ASSIGNMENT:
Write out each line of the entries exactly, starting at the first and finishing with the line that contains "Image resolution: width=992".

EXERCISE MATERIALS:
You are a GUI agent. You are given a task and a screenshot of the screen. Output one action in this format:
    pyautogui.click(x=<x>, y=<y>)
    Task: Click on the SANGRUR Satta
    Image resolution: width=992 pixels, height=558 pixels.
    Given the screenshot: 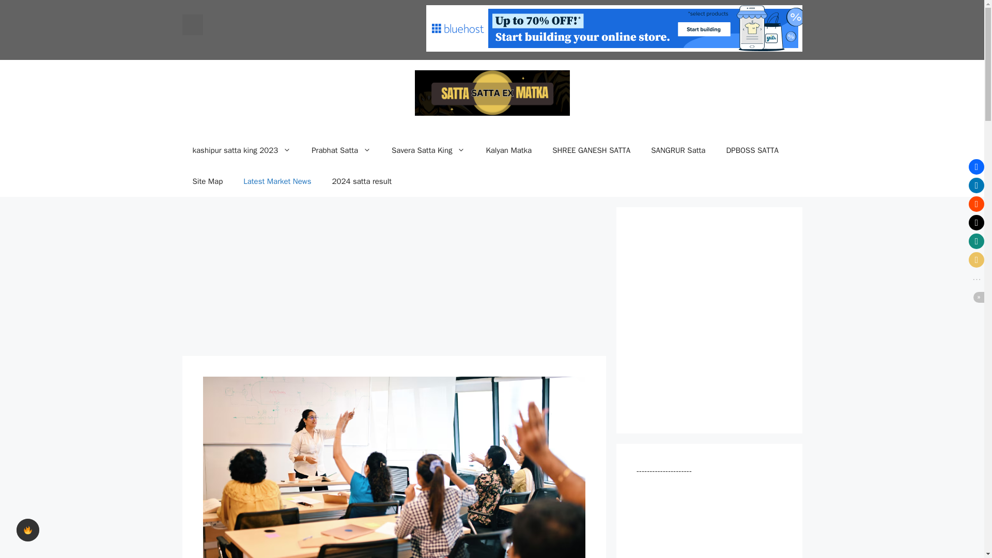 What is the action you would take?
    pyautogui.click(x=678, y=150)
    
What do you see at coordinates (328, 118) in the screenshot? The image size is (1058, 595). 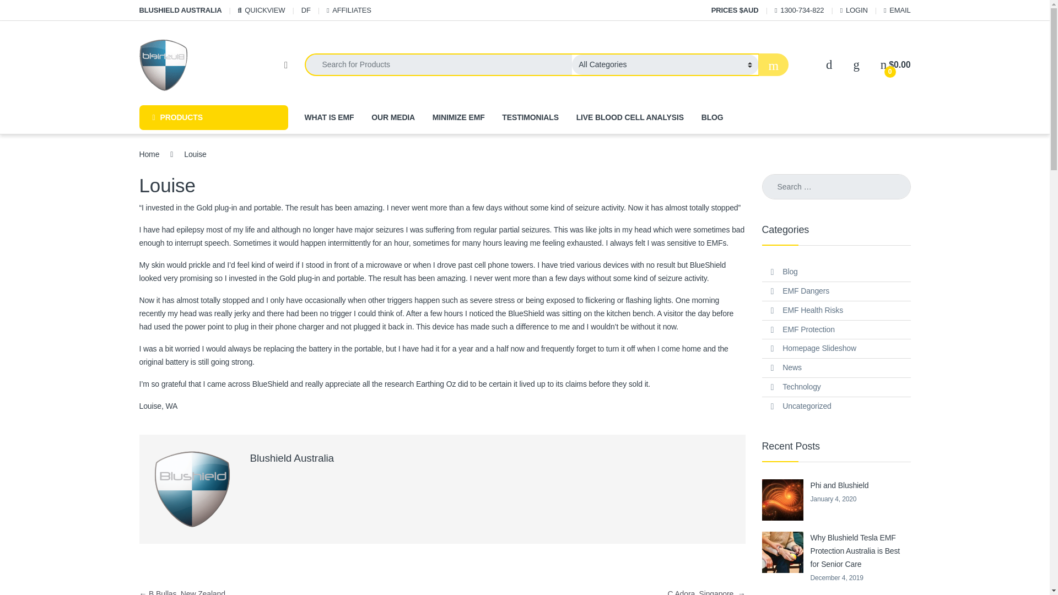 I see `WHAT IS EMF` at bounding box center [328, 118].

WRITTEN SOLUTION:
You are a GUI agent. You are given a task and a screenshot of the screen. Output one action in this format:
    pyautogui.click(x=<x>, y=<y>)
    Task: Click on the SANGRUR Satta
    Image resolution: width=992 pixels, height=558 pixels.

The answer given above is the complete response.